His simplicity was very touching. If there had been such a thing as a male ingénue upon the stage, the speaker would have been the very man to play it.

‘How they must have laughed at you in their sleeves, my poor Willie!’ she answered pityingly.

He did not think it necessary to state that they had laughed at him, and by no means in their sleeves.

‘I will never see them again if you don’t wish it,’ said William Henry, still sticking to the plural number. ‘Only I suppose when the “Vortigern“ comes to be acted it will be necessary to do so just for a night or two.’

‘Oh, I don’t mind your seeing them at the play, Willie. We shall, of course, be there together.’

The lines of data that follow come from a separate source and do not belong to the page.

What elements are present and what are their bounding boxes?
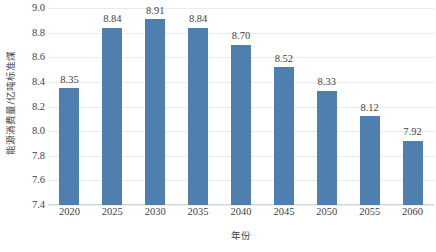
bar-slot: 8.84: [177, 8, 220, 205]
plot-area: 8.358.848.918.848.708.528.338.127.92: [48, 8, 434, 205]
y-axis-title-label: 能源消费量/亿吨标准煤: [3, 51, 17, 154]
x-axis-tick-label: 2060: [402, 207, 423, 218]
bar-value-label: 8.91: [146, 6, 164, 17]
bar-slot: 8.91: [134, 8, 177, 205]
y-axis-tick-label: 8.8: [32, 27, 45, 38]
y-axis-tick-label: 7.8: [32, 151, 45, 162]
bar-value-label: 8.12: [360, 103, 378, 114]
bar-slot: 7.92: [391, 8, 434, 205]
y-axis-tick-label: 7.6: [32, 175, 45, 186]
bar-value-label: 8.35: [60, 75, 78, 86]
bar[interactable]: [274, 67, 294, 205]
bar-value-label: 8.84: [103, 14, 121, 25]
y-axis-tick-label: 7.4: [32, 200, 45, 211]
bar-series: 8.358.848.918.848.708.528.338.127.92: [48, 8, 434, 205]
bar[interactable]: [188, 28, 208, 205]
bar[interactable]: [59, 88, 79, 205]
x-axis-tick-label: 2050: [316, 207, 337, 218]
y-axis-tick-label: 8.4: [32, 77, 45, 88]
bar[interactable]: [102, 28, 122, 205]
x-axis-tick-label: 2025: [102, 207, 123, 218]
x-axis-tick-label: 2035: [188, 207, 209, 218]
y-axis-tick-labels: 9.08.88.68.48.28.07.87.67.4: [20, 0, 48, 205]
bar-value-label: 8.33: [318, 77, 336, 88]
bar-slot: 8.52: [262, 8, 305, 205]
bar[interactable]: [403, 141, 423, 205]
bar[interactable]: [317, 91, 337, 206]
x-axis-tick-label: 2020: [59, 207, 80, 218]
bar[interactable]: [145, 19, 165, 205]
x-axis-tick-label: 2030: [145, 207, 166, 218]
bar-slot: 8.35: [48, 8, 91, 205]
x-axis-tick-label: 2045: [273, 207, 294, 218]
bar-value-label: 8.52: [275, 54, 293, 65]
bar-slot: 8.33: [305, 8, 348, 205]
bar-slot: 8.84: [91, 8, 134, 205]
bar[interactable]: [360, 116, 380, 205]
bar-slot: 8.12: [348, 8, 391, 205]
bar-value-label: 8.84: [189, 14, 207, 25]
y-axis-tick-label: 8.6: [32, 52, 45, 63]
x-axis-tick-labels: 202020252030203520402045205020552060: [48, 207, 434, 223]
x-axis-title: 年份: [48, 228, 434, 242]
bar-chart: 能源消费量/亿吨标准煤 9.08.88.68.48.28.07.87.67.4 …: [0, 0, 436, 252]
bar-value-label: 7.92: [403, 127, 421, 138]
y-axis-tick-label: 8.2: [32, 101, 45, 112]
x-axis-tick-label: 2040: [231, 207, 252, 218]
bar-slot: 8.70: [220, 8, 263, 205]
y-axis-title: 能源消费量/亿吨标准煤: [0, 0, 20, 205]
bar[interactable]: [231, 45, 251, 205]
y-axis-tick-label: 8.0: [32, 126, 45, 137]
bar-value-label: 8.70: [232, 31, 250, 42]
y-axis-tick-label: 9.0: [32, 3, 45, 14]
x-axis-tick-label: 2055: [359, 207, 380, 218]
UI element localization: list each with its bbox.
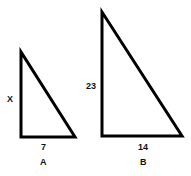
triangle-a-base-label: 7 — [41, 143, 46, 152]
triangle-b-base-label: 14 — [138, 143, 148, 152]
triangle-a-name-label: A — [40, 158, 47, 167]
similar-triangles-diagram: X 7 A 23 14 B — [0, 0, 191, 176]
triangle-b-side-label: 23 — [86, 82, 96, 91]
triangle-a-side-label: X — [7, 95, 13, 104]
triangle-b — [102, 12, 182, 136]
triangle-b-name-label: B — [140, 158, 147, 167]
triangle-a — [21, 52, 75, 137]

He had meant that his assistance would probably be required behind the scenes. Indeed Mrs. Jordan had taken it for granted that he would be a constant visitor at the theatre while the play was in preparation, and he had very willingly acquiesced in that arrangement, but he had not the courage to say so. He was only too thankful that Margaret’s suspicions were at last set at rest. He knew that she was of a jealous disposition, and also that she abhorred deceit, and he loved her none the less on either account, but there were reasons why her manifestation of such excessive displeasure on so small a matter alarmed him, and made his heart heavy within him. However, in a month or two they would be married. He would then be her very own, and she would have no misgivings about him; and as to deceit, there would be no further cause for it, and what was past and gone would surely be forgiven. But still his heart was heavy.